I awoke to a dark, damp, dismal-looking morning, and it didn't get much better throughout the day. Work was a pain. It wasn't quite as busy, but we're still getting some annoying people. One woman came in with at least 100 items, counted each and every one and put them in perfect order before I could move them from the belt, then counted each of her 100 coupons for those 100 items...and then got upset because she couldn't use her coupons for her meat. The coupons were from Winn-Dixie, which is a supermarket chain in the southern US. She said her daughter sends her coupons from Florida. We aren't in Florida. The irony is, most of the items, except for some small juice bottles and the meat, were junk food - chips, cake mix, dip mix, energy drinks, packaged cookies and bread.
Here's a few suggestions for saving without holding up the line, making a cashier angry, or damaging your health. First of all, lose the junk food, or buy one or two treats a week and save your coupons for those. Shop in the back aisles and avoid the center ones unless you can't live without something from them. Buy staples - fruit, vegetables, meat, flour, milk, eggs, grains - and make real food yourself. I learned last fall that canned and dried beans can be your best friend when you're on a budget.
Thank heavens that it slowed down considerably after I got back from break. It was on and off for the rest of the afternoon, but once again, never as bad as over the weekend. Many people are shopping for kids going to college (or even back-to-school next month, as that one woman was). It slowed down enough by 5 for me to leave without a break.
I combated the gray, wet, unseasonably cold day with episodes of Care Bears Family and baking Peach-Apple Muffins. There's three formulas to the mid-80s incarnations of the lovable care-protecting critters. The first is the most basic - the bears and their critter Cousins come to Earth to help a kid who's having problems. The second has kindly Gram Bear telling a story to toddlers Hugs and Tugs that is usually a spoof fairy tale or folk story featuring the regular cast.The third is a full-on spoof set in space or the time of the cavemen (uh, bears), Gram story optional. Shrill Shreeky and dimwitted Beastly may or may not interfere in any of these.

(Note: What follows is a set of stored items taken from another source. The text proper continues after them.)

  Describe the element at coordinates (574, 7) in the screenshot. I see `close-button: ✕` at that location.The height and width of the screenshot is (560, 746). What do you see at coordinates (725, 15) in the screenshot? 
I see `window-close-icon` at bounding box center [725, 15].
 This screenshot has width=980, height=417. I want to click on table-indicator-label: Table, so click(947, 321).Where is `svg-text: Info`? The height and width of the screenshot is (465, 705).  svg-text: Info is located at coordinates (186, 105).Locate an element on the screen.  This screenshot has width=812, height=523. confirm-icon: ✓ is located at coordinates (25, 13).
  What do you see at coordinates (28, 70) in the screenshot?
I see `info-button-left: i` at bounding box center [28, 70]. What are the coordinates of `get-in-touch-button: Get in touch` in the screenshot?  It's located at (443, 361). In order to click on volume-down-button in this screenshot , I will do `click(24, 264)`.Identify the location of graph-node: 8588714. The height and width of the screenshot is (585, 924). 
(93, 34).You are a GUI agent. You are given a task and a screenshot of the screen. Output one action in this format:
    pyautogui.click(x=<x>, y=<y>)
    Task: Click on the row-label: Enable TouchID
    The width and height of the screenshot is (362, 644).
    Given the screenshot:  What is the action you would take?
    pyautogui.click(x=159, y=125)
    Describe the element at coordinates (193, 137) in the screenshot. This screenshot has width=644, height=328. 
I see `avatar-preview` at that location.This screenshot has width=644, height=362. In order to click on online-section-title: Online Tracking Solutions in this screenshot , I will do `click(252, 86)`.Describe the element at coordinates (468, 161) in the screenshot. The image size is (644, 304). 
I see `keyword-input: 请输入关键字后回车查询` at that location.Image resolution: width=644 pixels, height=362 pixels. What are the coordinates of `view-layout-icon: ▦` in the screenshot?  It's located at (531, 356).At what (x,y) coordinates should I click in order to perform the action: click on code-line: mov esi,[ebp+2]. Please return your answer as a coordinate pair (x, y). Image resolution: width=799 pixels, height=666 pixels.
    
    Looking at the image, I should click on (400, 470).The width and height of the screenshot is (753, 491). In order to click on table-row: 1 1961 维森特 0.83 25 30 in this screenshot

As cute as the "helping kids" stories and the Star Trek and Clan of the Cavemen (bear) spoofs were, I liked Gram's fairy tales the best. My favorite was one of the few stories that dropped the villains to make the Bears themselves the problem. In "The Lost Gift," Gram tells the squabbling cubs about an Alpine village with a magical apple tree that could regrow fruit and keep their weather beautiful year-round. The kids want to give the tree a present for being so helpful, but are dismayed to find that the towns-animals thought the apples were disappearing and took too many. Now they have to learn a lesson in sharing and teamwork to restore their crops and their town.
Other fun episodes include "A Day Without Tugs" (Hugs is on her own when Tugs gets sick, but makes a friend out of her shadow), "Perils of the Pyramid" (native kids Hugs and Tugs try to keep careless Brave Heart from causing trouble when he rushes through a pyramid to find a golden crown), "The Magic Lamp" (Champ Bear and Beastly find a dragon in a lamp in a cross between Aladdin and The Fisherman and His Wife), "Beautiful Dreamer" (Gram helps Treat Heart get over her stage fright and go on for tone-deaf Shreeky), and "Hearts at Sea" (a little girl named Rebecca teaches old-fashioned sea captain Brave Heart that girls can do anything boys can do - and then some!).
While I find some episodes to be more tolerable than others, I really wouldn't look up any of the Care Bears shows unless you're a major fan of the franchise or you have very young children who are. This is the definitive little girl 80s show - the characters are sometimes witty but more often than not too sweet, and the morals are driven home with a two-ton pile driver. Anyone else is better off cuddling their childhood Care Bear stuffed animal collections.
1 comment:
That's what drives me nuts about the extreme "couponers" show: most of what they buy is super-salty, super-sweet, or just plain useless junk like flavored water or Gatorade. You always see those Yakisoba noodle meals in there, for instance; they are loaded with sodium. We have a few in the closet for emergencies, but I wouldn't eat them on a regular basis.